Coupling between cohesive element method and Node-to-segment contact algorithm : Implementation and application

Guillaume Anciaux, Mohit Pundir
2021
Report or working paper
Abstract

In materials, the evolution of crack surfaces is intimately linked with the self-contact occuring between them. The developed contact forces not only mitigate the effect of stress concentration at crack tip but also contribute significantly to the transfer of shear and normal stresses. In this paper, we present a numerical framework to study the simultaneous process of fracture and self-contact between fracturing surfaces. The widely used approach, where contact constraints are enforced with the cohesive element traction separation law, is demonstrated to fail for relative displacements greater than the characteristic mesh length.

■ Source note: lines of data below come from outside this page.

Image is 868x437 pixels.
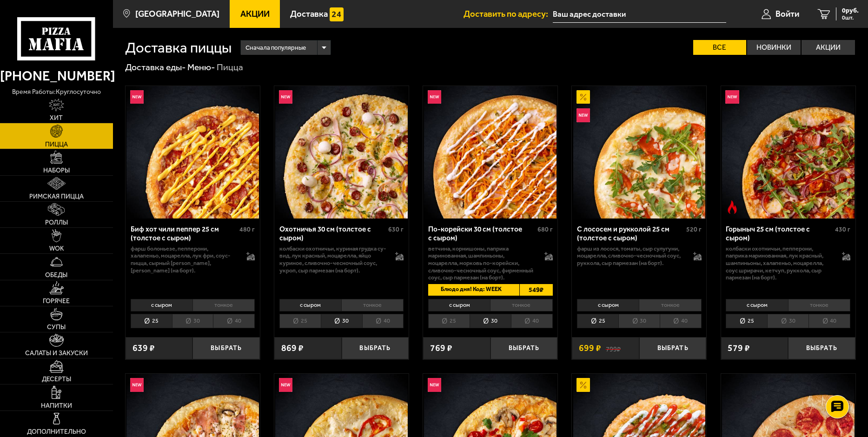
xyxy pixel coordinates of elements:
[577,225,684,242] div: С лососем и рукколой 25 см (толстое с сыром)
[768,314,809,328] li: 30
[239,226,255,233] span: 480 г
[172,314,213,328] li: 30
[491,337,558,360] button: Выбрать
[520,284,553,295] span: 549 ₽
[135,10,219,18] span: [GEOGRAPHIC_DATA]
[133,343,155,352] span: 639 ₽
[50,115,63,121] span: Хит
[43,298,70,304] span: Горячее
[490,299,552,312] li: тонкое
[47,324,66,331] span: Супы
[639,299,701,312] li: тонкое
[464,10,553,18] span: Доставить по адресу:
[126,86,259,218] img: Биф хот чили пеппер 25 см (толстое с сыром)
[279,299,342,312] li: с сыром
[511,314,553,328] li: 40
[725,90,739,103] img: Новинка
[538,226,553,233] span: 680 г
[428,90,441,103] img: Новинка
[802,40,856,55] label: Акции
[279,245,387,273] p: колбаски охотничьи, куриная грудка су-вид, лук красный, моцарелла, яйцо куриное, сливочно-чесночн...
[30,193,83,200] span: Римская пицца
[728,343,750,352] span: 579 ₽
[429,314,470,328] li: 25
[577,245,684,267] p: фарш из лосося, томаты, сыр сулугуни, моцарелла, сливочно-чесночный соус, руккола, сыр пармезан (...
[131,314,172,328] li: 25
[130,378,144,391] img: Новинка
[424,86,557,218] img: По-корейски 30 см (толстое с сыром)
[276,86,408,218] img: Охотничья 30 см (толстое с сыром)
[125,86,260,218] a: НовинкаБиф хот чили пеппер 25 см (толстое с сыром)
[27,428,86,435] span: Дополнительно
[577,314,618,328] li: 25
[45,272,67,278] span: Обеды
[429,225,535,242] div: По-корейски 30 см (толстое с сыром)
[573,86,706,218] img: С лососем и рукколой 25 см (толстое с сыром)
[43,167,70,174] span: Наборы
[577,108,590,121] img: Новинка
[428,378,441,391] img: Новинка
[639,337,707,360] button: Выбрать
[240,10,270,18] span: Акции
[281,343,303,352] span: 869 ₽
[275,86,409,218] a: НовинкаОхотничья 30 см (толстое с сыром)
[723,86,855,218] img: Горыныч 25 см (толстое с сыром)
[131,225,237,242] div: Биф хот чили пеппер 25 см (толстое с сыром)
[835,226,851,233] span: 430 г
[330,8,344,21] img: 15daf4d41897b9f0e9f617042186c801.svg
[686,226,701,233] span: 520 г
[45,219,68,226] span: Роллы
[279,225,387,242] div: Охотничья 30 см (толстое с сыром)
[694,40,747,55] label: Все
[776,10,799,18] span: Войти
[125,62,186,73] a: Доставка еды-
[429,299,490,312] li: с сыром
[130,90,144,103] img: Новинка
[606,343,621,352] s: 799 ₽
[429,245,535,281] p: ветчина, корнишоны, паприка маринованная, шампиньоны, моцарелла, морковь по-корейски, сливочно-че...
[125,40,232,55] h1: Доставка пиццы
[192,299,255,312] li: тонкое
[726,299,788,312] li: с сыром
[789,337,856,360] button: Выбрать
[726,225,833,242] div: Горыныч 25 см (толстое с сыром)
[342,299,404,312] li: тонкое
[577,90,590,103] img: Акционный
[423,86,558,218] a: НовинкаПо-корейски 30 см (толстое с сыром)
[188,62,215,73] a: Меню-
[726,245,833,281] p: колбаски Охотничьи, пепперони, паприка маринованная, лук красный, шампиньоны, халапеньо, моцарелл...
[747,40,801,55] label: Новинки
[131,245,237,273] p: фарш болоньезе, пепперони, халапеньо, моцарелла, лук фри, соус-пицца, сырный [PERSON_NAME], [PERS...
[213,314,255,328] li: 40
[363,314,404,328] li: 40
[279,314,321,328] li: 25
[618,314,660,328] li: 30
[577,299,639,312] li: с сыром
[41,403,72,409] span: Напитки
[431,343,453,352] span: 769 ₽
[809,314,851,328] li: 40
[216,61,243,73] div: Пицца
[279,378,293,391] img: Новинка
[789,299,851,312] li: тонкое
[842,8,859,14] span: 0 руб.
[577,378,590,391] img: Акционный
[470,314,511,328] li: 30
[45,142,68,148] span: Пицца
[321,314,363,328] li: 30
[726,314,768,328] li: 25
[429,284,511,295] span: Блюдо дня! Код: WEEK
[725,200,739,214] img: Острое блюдо
[131,299,192,312] li: с сыром
[279,90,293,103] img: Новинка
[290,10,328,18] span: Доставка
[553,6,726,23] input: Ваш адрес доставки
[389,226,404,233] span: 630 г
[25,350,88,357] span: Салаты и закуски
[246,39,306,56] span: Сначала популярные
[572,86,706,218] a: АкционныйНовинкаС лососем и рукколой 25 см (толстое с сыром)
[50,246,64,251] span: WOK
[342,337,410,360] button: Выбрать
[42,376,71,382] span: Десерты
[579,343,601,352] span: 699 ₽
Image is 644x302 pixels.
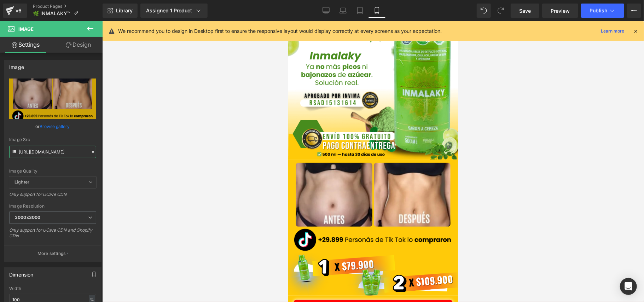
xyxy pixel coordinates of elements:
a: Learn more [598,27,627,35]
a: Browse gallery [40,120,70,133]
a: Product Pages [33,4,102,9]
button: Undo [477,4,490,18]
div: Open Intercom Messenger [620,278,637,295]
span: 🌿 INMALAKY™ [33,11,70,16]
div: Only support for UCare CDN [9,191,96,202]
div: v6 [14,6,23,15]
button: More settings [4,245,101,262]
a: Preview [542,4,578,18]
b: Lighter [15,179,29,184]
a: Desktop [317,4,334,18]
div: Assigned 1 Product [146,7,202,14]
span: Save [519,7,531,15]
div: Image Src [9,137,96,142]
span: Image [18,26,33,32]
div: Image [9,60,24,70]
p: We recommend you to design in Desktop first to ensure the responsive layout would display correct... [118,27,442,35]
input: Link [9,145,96,158]
div: Image Quality [9,169,96,174]
div: Image Resolution [9,203,96,208]
a: New Library [102,4,138,18]
a: Mobile [368,4,386,18]
a: Tablet [351,4,368,18]
button: More [627,4,641,18]
b: 3000x3000 [15,215,40,220]
button: Redo [494,4,507,18]
span: Preview [550,7,569,15]
a: Lo quiero ya [5,279,164,296]
div: Only support for UCare CDN and Shopify CDN [9,227,96,243]
div: or [9,123,96,130]
a: Laptop [334,4,351,18]
button: Publish [581,4,624,18]
div: Width [9,286,96,291]
span: Library [116,8,133,14]
span: Publish [590,8,607,13]
a: v6 [3,4,27,18]
p: More settings [37,250,66,257]
a: Design [52,37,104,52]
div: Dimension [9,267,33,277]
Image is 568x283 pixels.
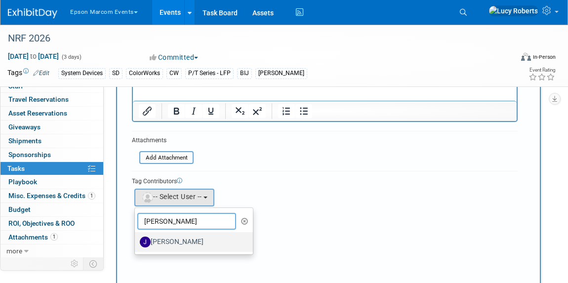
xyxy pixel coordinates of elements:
[8,219,75,227] span: ROI, Objectives & ROO
[0,134,103,148] a: Shipments
[0,231,103,244] a: Attachments1
[295,104,312,118] button: Bullet list
[0,107,103,120] a: Asset Reservations
[532,53,555,61] div: In-Person
[83,257,104,270] td: Toggle Event Tabs
[139,104,155,118] button: Insert/edit link
[237,68,252,78] div: BIJ
[0,203,103,216] a: Budget
[0,217,103,230] a: ROI, Objectives & ROO
[0,120,103,134] a: Giveaways
[249,104,266,118] button: Superscript
[109,68,122,78] div: SD
[521,53,531,61] img: Format-Inperson.png
[140,234,243,250] label: [PERSON_NAME]
[8,151,51,158] span: Sponsorships
[8,205,31,213] span: Budget
[132,175,517,186] div: Tag Contributors
[8,95,69,103] span: Travel Reservations
[8,233,58,241] span: Attachments
[528,68,555,73] div: Event Rating
[488,5,538,16] img: Lucy Roberts
[8,109,67,117] span: Asset Reservations
[0,175,103,189] a: Playbook
[61,54,81,60] span: (3 days)
[8,82,23,90] span: Staff
[140,236,151,247] img: J.jpg
[232,104,248,118] button: Subscript
[134,189,214,206] button: -- Select User --
[66,257,83,270] td: Personalize Event Tab Strip
[146,52,202,62] button: Committed
[33,70,49,77] a: Edit
[8,192,95,199] span: Misc. Expenses & Credits
[255,68,307,78] div: [PERSON_NAME]
[185,104,202,118] button: Italic
[7,52,59,61] span: [DATE] [DATE]
[168,104,185,118] button: Bold
[132,136,194,145] div: Attachments
[7,68,49,79] td: Tags
[8,137,41,145] span: Shipments
[58,68,106,78] div: System Devices
[4,30,502,47] div: NRF 2026
[126,68,163,78] div: ColorWorks
[141,193,202,200] span: -- Select User --
[29,52,38,60] span: to
[278,104,295,118] button: Numbered list
[185,68,233,78] div: P/T Series - LFP
[0,93,103,106] a: Travel Reservations
[7,164,25,172] span: Tasks
[0,189,103,202] a: Misc. Expenses & Credits1
[50,233,58,240] span: 1
[88,192,95,199] span: 1
[8,123,40,131] span: Giveaways
[0,244,103,258] a: more
[166,68,182,78] div: CW
[202,104,219,118] button: Underline
[137,213,236,230] input: Search
[8,8,57,18] img: ExhibitDay
[0,162,103,175] a: Tasks
[8,178,37,186] span: Playbook
[470,51,556,66] div: Event Format
[6,247,22,255] span: more
[133,74,516,101] iframe: Rich Text Area
[0,148,103,161] a: Sponsorships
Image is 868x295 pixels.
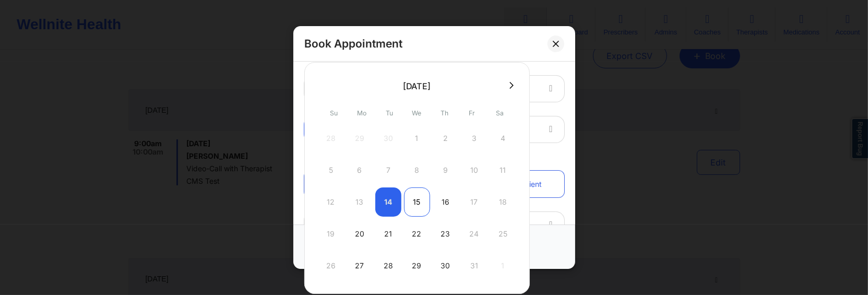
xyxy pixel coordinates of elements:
[357,109,367,117] abbr: Monday
[404,219,430,249] div: Wed Oct 22 2025
[346,250,373,280] div: Mon Oct 27 2025
[404,188,430,217] div: Wed Oct 15 2025
[346,219,373,249] div: Mon Oct 20 2025
[433,219,459,249] div: Thu Oct 23 2025
[376,219,401,249] div: Tue Oct 21 2025
[412,109,422,117] abbr: Wednesday
[305,36,402,51] h2: Book Appointment
[386,109,393,117] abbr: Tuesday
[433,250,459,280] div: Thu Oct 30 2025
[313,76,538,102] div: Video-Call with Therapist (30 minutes)
[441,170,564,197] a: Not Registered Patient
[376,250,401,280] div: Tue Oct 28 2025
[433,188,459,217] div: Thu Oct 16 2025
[496,109,504,117] abbr: Saturday
[403,81,431,91] div: [DATE]
[297,153,572,164] div: Patient information:
[440,109,449,117] abbr: Thursday
[404,250,430,280] div: Wed Oct 29 2025
[330,109,337,117] abbr: Sunday
[470,109,476,117] abbr: Friday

A hybrid approach is proposed, which couples a node-to-segment contact algorithm with extrinsic cohesive elements. Thus, the fracture process is modeled with cohesive elements whereas the contact and the friction constraints are enforced through a penalty-based method. This hybrid cohesive-contact approach is shown to alleviate any mesh topology limitations, making it a reliable and physically-based numerical model for studying crack propagation along rough surfaces.

About this result
This page is automatically generated and may contain information that is not correct, complete, up-to-date, or relevant to your search query. The same applies to every other page on this website. Please make sure to verify the information with EPFL's official sources.

Graph Chatbot

Chat with Graph Search

Ask any question about EPFL courses, lectures, exercises, research, news, etc. or try the example questions below.

DISCLAIMER: The Graph Chatbot is not programmed to provide explicit or categorical answers to your questions. Rather, it transforms your questions into API requests that are distributed across the various IT services officially administered by EPFL. Its purpose is solely to collect and recommend relevant references to content that you can explore to help you answer your questions.